House of Assembly - Fifty-Fifth Parliament, First Session (55-1)
2025-03-06 Daily Xml

Contents

Youth and Street Gangs Task Force

Mr BATTY (Bragg) (14:42): My question is to the Minister for Police. Did the minister approve a press release that stated an extra 13 police officers would be joining the Youth and Street Gangs Task Force and, if so, why? With your leave, sir, I will explain.

Leave granted.

Mr BATTY: When asked about this press release at the Budget and Finance Committee on 24 February, the Commissioner of Police said, 'I saw that myself and it is not an additional 13 staff.' He went on to say, 'It may have been a misunderstanding, but it's certainly not the case it was extra. We have never tried to project it in a way that it was extra.'

The Hon. S.C. MULLIGHAN (Lee—Treasurer, Minister for Defence and Space Industries, Minister for Police) (14:43): As I explained in my previous answer—and it was difficult, of course, for the member for Bragg, because he spent four minutes yelling at me rather than listening. I know it's early on for him in all walks of his life, but it might actually be good for him to learn the value of listening. When he asks a question, sits down and bellows for four minutes, it does of course put a substantial element of truth into the saying that the empty vessels, in that case, do make the loudest noise. The empty vessels do seem to make the loudest noise. The vacuous interjections from the member for Bragg—

Mr TEAGUE: Point of order: it is standing order 98. The minister would do well to respond to the question. That's what the standing orders require. The minister should direct his answer to the question.

Members interjecting:

The SPEAKER: The Leader of Government Business will come to order. Sorry, I didn't hear that point of order, deputy leader. There was a fair bit of noise on my right. I remind everyone on my right to keep the volume down.

Mr TEAGUE: Standing order 98: the minister needs to direct his answer to the question. He is clearly not doing that and he ought to be directed to do so.

The SPEAKER: I think the minister is answering the question. The police minister.

The Hon. S.C. MULLIGHAN: Thank you, Mr Speaker. As I explained in my previous answer—I am happy to reiterate it, because—

Mr Batty interjecting:

The Hon. S.C. MULLIGHAN: He is still interjecting, Mr Speaker. He can't help himself. It's compulsive. He literally cannot help himself. But do you know what? If he can listen, if he can bear to be without the sound of his own voice after he has asked a question, I will explain it again for him, because it still doesn't seem to be seeping in for the benefit of the member for Bragg.

Seventy additional officers have been made available because of the investments that this government has made. The police commissioner brought together Operation Mandrake and Operation Meld, which has meant that the previous practice of taking resourcing from other frontline duties could then cease, releasing a further 13 sworn officers onto frontline duties. That's worth celebrating. It's not something to criticise. It's not something to call a smokescreen. It's no reason to be criticising the move of the police commissioner, all of which the member for Bragg had done in the hours after the commissioner made that announcement.

The member for Bragg holds himself out as the single best person in this state to administer the police portfolio, and he has got off to a dreadful start, criticising the allocation of additional funding to our police, criticising the decisions of the police commissioner to allocate more sworn officers onto frontline duties, and so badly, badly bumbling his attempts at legislative reform, calling for legislative changes which were immediately ruled out by the police commissioner as being unworkable.

In any other operation, three strikes would be enough, but such is the dearth of talent over there—and of numbers, of course—that everybody gets a gig, regardless of capability and talent. It is extraordinary—it is extraordinary. Do the work, listen, rather than making vacuous noises all the time, and you might actually have something that you could concoct together as a legitimate policy to take to the people of South Australia and restore some credibility for yourself.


EXERCISE OBJECTIVE :: What are the lines, copied exactly, from the one containing "Task: Click on the span: Settings" through the last line of the records below, both included?

▬▬▬

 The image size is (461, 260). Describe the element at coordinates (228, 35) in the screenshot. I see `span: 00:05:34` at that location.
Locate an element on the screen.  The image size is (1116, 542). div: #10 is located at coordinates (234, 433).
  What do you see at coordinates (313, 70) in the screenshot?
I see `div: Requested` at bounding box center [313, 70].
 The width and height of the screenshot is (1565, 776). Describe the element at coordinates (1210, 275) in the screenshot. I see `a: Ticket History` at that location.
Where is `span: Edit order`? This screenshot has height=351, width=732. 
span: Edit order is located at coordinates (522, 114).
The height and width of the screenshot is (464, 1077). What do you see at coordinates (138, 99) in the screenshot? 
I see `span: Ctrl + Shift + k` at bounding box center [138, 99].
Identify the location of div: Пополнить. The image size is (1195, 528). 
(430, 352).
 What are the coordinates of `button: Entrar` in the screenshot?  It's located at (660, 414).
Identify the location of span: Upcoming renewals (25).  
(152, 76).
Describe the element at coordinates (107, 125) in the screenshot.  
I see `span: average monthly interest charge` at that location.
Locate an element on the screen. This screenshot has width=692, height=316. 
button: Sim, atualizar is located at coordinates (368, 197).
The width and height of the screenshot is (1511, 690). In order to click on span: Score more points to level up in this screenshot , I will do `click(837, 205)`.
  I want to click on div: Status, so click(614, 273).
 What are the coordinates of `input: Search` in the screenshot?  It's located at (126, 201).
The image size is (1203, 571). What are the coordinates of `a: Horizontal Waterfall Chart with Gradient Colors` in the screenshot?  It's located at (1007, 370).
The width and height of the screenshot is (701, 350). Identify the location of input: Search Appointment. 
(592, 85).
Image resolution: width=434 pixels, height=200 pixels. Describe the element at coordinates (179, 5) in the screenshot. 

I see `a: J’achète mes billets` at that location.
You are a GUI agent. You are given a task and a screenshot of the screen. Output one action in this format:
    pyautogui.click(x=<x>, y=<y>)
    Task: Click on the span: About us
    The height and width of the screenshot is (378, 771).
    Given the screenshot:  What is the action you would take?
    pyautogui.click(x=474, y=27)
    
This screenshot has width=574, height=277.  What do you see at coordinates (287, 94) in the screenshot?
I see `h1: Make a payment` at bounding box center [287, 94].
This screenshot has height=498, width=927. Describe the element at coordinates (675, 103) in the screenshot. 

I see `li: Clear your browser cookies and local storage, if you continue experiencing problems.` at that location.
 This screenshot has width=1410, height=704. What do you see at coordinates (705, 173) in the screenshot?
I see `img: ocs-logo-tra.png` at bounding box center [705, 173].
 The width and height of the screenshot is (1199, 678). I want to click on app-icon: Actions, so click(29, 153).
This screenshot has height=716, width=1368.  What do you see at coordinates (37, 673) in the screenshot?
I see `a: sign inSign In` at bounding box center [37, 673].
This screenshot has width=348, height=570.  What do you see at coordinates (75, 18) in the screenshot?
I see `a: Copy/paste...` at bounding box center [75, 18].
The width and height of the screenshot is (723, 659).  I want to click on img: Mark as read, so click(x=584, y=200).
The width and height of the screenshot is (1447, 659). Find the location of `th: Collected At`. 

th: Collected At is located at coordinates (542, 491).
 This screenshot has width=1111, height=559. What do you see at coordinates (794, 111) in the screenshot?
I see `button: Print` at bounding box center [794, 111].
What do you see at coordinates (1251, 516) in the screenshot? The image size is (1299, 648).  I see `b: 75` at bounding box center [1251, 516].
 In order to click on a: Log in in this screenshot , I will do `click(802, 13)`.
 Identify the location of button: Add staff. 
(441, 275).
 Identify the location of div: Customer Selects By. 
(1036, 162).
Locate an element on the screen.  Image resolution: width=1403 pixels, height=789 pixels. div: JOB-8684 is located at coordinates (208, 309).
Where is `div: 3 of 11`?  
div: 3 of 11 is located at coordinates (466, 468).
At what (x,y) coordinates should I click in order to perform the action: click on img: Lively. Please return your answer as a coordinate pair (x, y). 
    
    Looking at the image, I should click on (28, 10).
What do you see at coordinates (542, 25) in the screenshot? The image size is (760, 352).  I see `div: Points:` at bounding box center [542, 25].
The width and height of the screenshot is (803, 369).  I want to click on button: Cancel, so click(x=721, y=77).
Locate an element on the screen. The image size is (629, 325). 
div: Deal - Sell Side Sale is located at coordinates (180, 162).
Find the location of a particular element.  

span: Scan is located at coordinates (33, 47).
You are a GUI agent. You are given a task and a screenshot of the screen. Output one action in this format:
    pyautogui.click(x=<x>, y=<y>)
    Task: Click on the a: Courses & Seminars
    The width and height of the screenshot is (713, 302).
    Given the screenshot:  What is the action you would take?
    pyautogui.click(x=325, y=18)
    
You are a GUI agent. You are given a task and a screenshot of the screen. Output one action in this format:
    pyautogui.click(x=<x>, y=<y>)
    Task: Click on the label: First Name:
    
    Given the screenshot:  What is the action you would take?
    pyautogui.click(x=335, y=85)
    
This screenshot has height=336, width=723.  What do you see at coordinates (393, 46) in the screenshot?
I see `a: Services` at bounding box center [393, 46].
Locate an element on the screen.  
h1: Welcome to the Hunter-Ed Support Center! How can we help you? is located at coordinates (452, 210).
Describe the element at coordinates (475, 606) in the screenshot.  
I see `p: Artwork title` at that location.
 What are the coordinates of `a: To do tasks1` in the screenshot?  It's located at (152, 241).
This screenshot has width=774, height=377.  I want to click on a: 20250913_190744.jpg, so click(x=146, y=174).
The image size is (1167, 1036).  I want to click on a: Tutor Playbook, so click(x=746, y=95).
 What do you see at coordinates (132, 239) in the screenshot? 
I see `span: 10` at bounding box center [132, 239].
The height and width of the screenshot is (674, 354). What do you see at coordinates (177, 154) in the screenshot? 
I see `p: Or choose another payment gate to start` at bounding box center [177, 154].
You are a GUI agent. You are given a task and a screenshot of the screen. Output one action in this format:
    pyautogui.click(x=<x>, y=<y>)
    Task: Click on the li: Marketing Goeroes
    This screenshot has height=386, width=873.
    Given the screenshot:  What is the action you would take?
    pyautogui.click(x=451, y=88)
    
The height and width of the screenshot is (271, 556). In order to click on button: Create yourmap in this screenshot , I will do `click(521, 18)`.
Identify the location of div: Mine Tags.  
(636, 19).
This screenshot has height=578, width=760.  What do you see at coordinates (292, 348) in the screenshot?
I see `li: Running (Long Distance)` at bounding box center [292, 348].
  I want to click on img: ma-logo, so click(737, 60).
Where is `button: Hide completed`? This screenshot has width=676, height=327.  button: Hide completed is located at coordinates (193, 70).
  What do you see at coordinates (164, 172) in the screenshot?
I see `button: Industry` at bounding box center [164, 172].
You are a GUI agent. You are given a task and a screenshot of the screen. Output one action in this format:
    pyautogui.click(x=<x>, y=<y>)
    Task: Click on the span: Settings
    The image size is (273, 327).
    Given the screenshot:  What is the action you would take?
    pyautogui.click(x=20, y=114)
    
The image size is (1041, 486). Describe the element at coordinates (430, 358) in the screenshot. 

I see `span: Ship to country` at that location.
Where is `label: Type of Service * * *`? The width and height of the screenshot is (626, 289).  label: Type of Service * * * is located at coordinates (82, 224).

▬▬▬

YOUR RESPONSE ::
    Task: Click on the span: Settings
    The image size is (273, 327).
    Given the screenshot:  What is the action you would take?
    pyautogui.click(x=20, y=114)
    
The image size is (1041, 486). Describe the element at coordinates (430, 358) in the screenshot. 

I see `span: Ship to country` at that location.
Where is `label: Type of Service * * *`? The width and height of the screenshot is (626, 289).  label: Type of Service * * * is located at coordinates (82, 224).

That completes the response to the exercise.